We will make a very simple example with a binary tree that will be in the record (record) Tree and for our tree we will also implement the Access protocol.
 defmodule TreeM do def has_value(nil, val), do: nil def has_value({{key, val}, _, _}, key), do: val def has_value({_, left, right}, key) do has_value(left, key) || has_value(right, key) end end defrecord Tree, first_node: nil defimpl Access, for: Tree do def access(tree, key), do: TreeM.has_value(tree.first_node, key) end 


Now, in the same way, we can find our values ​​through Access Protocol
 tree = Tree.new(first_node: {{:a, 1}, {{:b, 2}, nil, nil}, {{:c, 3}, nil, nil}}) tree[:a] # => 1 

Protocols give polymorphism.

And now, a little bit of syntax sugar, which makes writing and reading code easier in certain situations.
[{: a, 1}] can be written like this: [a: 1]

In the same way, it is often necessary to write such constructions as:
func3 (func2 (func1 (list))), despite the fact that the function call func1 occurs first, we write func3 first or we must enter variables, as in this case:
 file = File.iterator!("README.md") lines = Enum.map(file, fn(line) -> Regex.replace(%r/"/, line, "'") end) File.write("README.md", lines) 


With the help of the pipeline operator (|>) we can rewrite our example like this:
 lines = File.iterator!("README.md") |> Enum.map(fn(line) -> Regex.replace(%r/"/, line, "'") end) File.write("README.md", lines) 

In the elixir library, the standardized subject goes with the first argument.
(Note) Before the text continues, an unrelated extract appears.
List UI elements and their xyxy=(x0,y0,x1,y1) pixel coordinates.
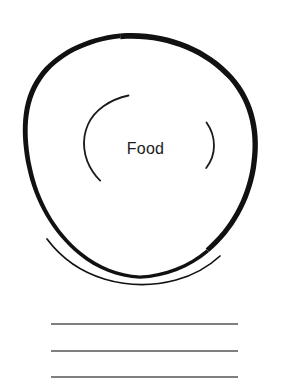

And this makes it possible with the help of the |> operator, which substitutes the result of the previous action as the first argument of the function in the next call, to write more understandable, compact and consistent code.

Also, we can simplify this example using curry or partials in simple cases:
 lines = File.iterator!("README.md") |> Enum.map( Regex.replace(%r/"/, &1, "'") ) File.write("README.md", lines) 


I think Elixir will be interesting to erlang-developers who want to improve the quality of their code, productivity, and try out metaprogramming in action. Similarly, developers from other languages ​​and platforms will also show interest in it. For example, those who would like to try out BeamVM, but did not dare because of the erlang syntax or welter in its libraries. Here an important advantage of elixir is the standardized and compact standard library (Standard Library).